Bushel of grapes is how many lbs

Homebrew Talk - Beer, Wine, Mead, & Cider Brewing Discussion Forum

Help Support Homebrew Talk - Beer, Wine, Mead, & Cider Brewing Discussion Forum:

This site may earn a commission from merchant affiliate links, including eBay, Amazon, and others.

brewskiez

Well-Known Member
Joined
Oct 12, 2016
Messages
104
Reaction score
4
I'm using a jack Keller recipe for mustang grape wine he has some 1 gallon recipes that call for 6-8 lbs a gallon but for 5 gallons it says 1/2 bushel which I seen is about 20 lbs de stemmed is that right?
 
If a gallon calls for 6-8 lbs, then 5 gallons should call for 30-40 lbs.


It's a hobby. Don't get too crazy. Shoot for 35 lbs and call it a day. :mug:
 
Well I ended up putting 20 lbs because that was from what I could tell a half bushel of clean grapes. I will add more if I need to but respectfully I want to get this right because while it is a hobby I'm putting a year into it so I don't want the end product to be some screwed up garbage.
 
If a gallon calls for 6-8 lbs, then 5 gallons should call for 30-40 lbs.


It's a hobby. Don't get too crazy. Shoot for 35 lbs and call it a day. :mug:

^^^^^Here is your answer. If you have not finished with this I suggest you get 15 more pounds in there.....

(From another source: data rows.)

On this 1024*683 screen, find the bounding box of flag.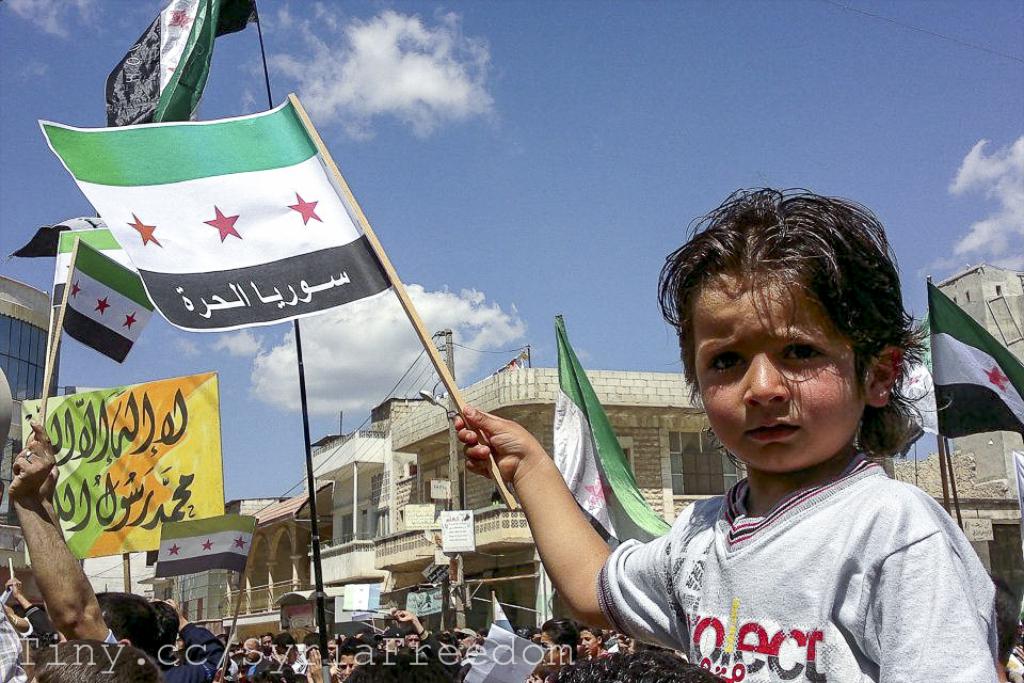
Bounding box: x1=5 y1=213 x2=128 y2=256.
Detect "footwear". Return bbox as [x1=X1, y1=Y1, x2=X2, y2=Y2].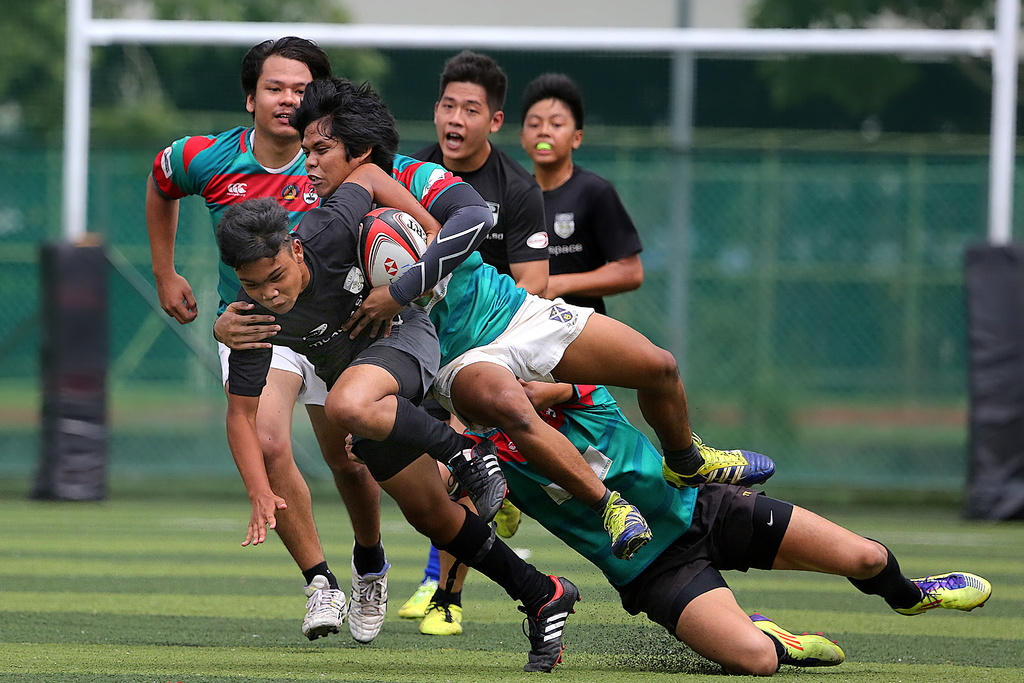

Well I ended up putting 20 lbs because that was from what I could tell a half bushel of clean grapes. I will add more if I need to but respectfully I want to get this right because while it is a hobby I'm putting a year into it so I don't want the end product to be some screwed up garbage.
 
How important is the water initially. I did not have a 10 gallon container I just have a 6 gallon fermenting bucket 35 lbs of crushed grapes plus 4 gallons of water would be well over 5 gallons more like 7 or 8. Can I just add the water after a week or so when I remove the grape must. I only had room for 3 gallons so I'm 1 gallon of water shy.
 
only water needed when fermenting fresh grapes is for your yeast culture rehydration and maybe KMetabisulphate if you are using that as opposed to Campden tabs
 
Strait from jack keller website which came recommended by multiple people on this forum

•1/2 bushel very ripe Mustang Grapes
•12-15 lbs. granulated sugar
•4 gallons water
•6 crushed Campden tablets
•3 tblsp yeast nutrient
•Red Star Montrachet or Lalvin 71B-1122 wine yeast

Destem and wash the grapes. While wearing rubber gloves, crush the grapes in a barrel, crock or polyethyline primary. Add water, 2 lbs sugar to start, nutrient, and crushed Campden tablets, stirring well to dissolve sugar. Cover and let stand 24 hours. Add yeast. Stir every morning for 5 to 6 days, or until all solids rise to top to form a floating "cap" of skins and seeds. Remove all solids and strain juice through a cloth sack. Add remaining sugar (10 lbs if using Montrachet yeast, 13 lbs if using Lalvin 71B) and stir well to dissolve. Pour (better yet, siphon) juice into glass secondary (do not top up) and fit airlock. When fermentation stops, rack, top up, and refit airlock. Rack again in two months and again two months later. Bottle without sweetening. The Lalvin 71B yeast will yield a higher alcohol content. May taste right away but will "mature" in 1-2 years. [Adapted from Poteet Country Winery recipe by Alvin Sueltenfuss, Boerne, Texas]
 
I realize this is an old thread, but for anyone who is interested, a Bushel is a measure of volume, not weight. One Bushel is 64 pints or 32 quarts or 8 gallons. Bushels vary, actually. A bushel of corn dried on the cob is different than a bushel of shelled corn. The reason being that a bushel of cob corn and shell corn will (about) equal each other in shelled corn (ie compensating for the cob, which is useless as feed). I'm sure that the same principle applies to stemmed and de-stemmed grapes. But as an earlier poster observed, we are probably getting a little too concerned about bushels for home wine making. I live in Central TX and make mustang wine every year and happen to use my own variant of the jack keller recipe in this thread. The correct amount in my humble opinion for this and most 5 gallon mustang recipes is 12 to 15 lbs, de-stemmed. That works out to about a heaping 6+ gallon home brew bucket for 5 gallon batch. Thats on the heavy side to what most recipes call for, and you got to water down the acid to within the high end of acceptable range, so you might get a little more final yield depending on the year. A really good wine maker I know down the road primaries on the stem, never had a bad bottle from him. Mustang about has to be sweet to balance the high acid. I prefer dry wine but will be pretty adamant about the observation that the best way to ruin mustang wine is to dry it out. Makes a really nice sweet wine though.
 
Last edited:
Can’t thank you enough for the reply. I was concerned about my wine but it sounds I may need to back sweeten.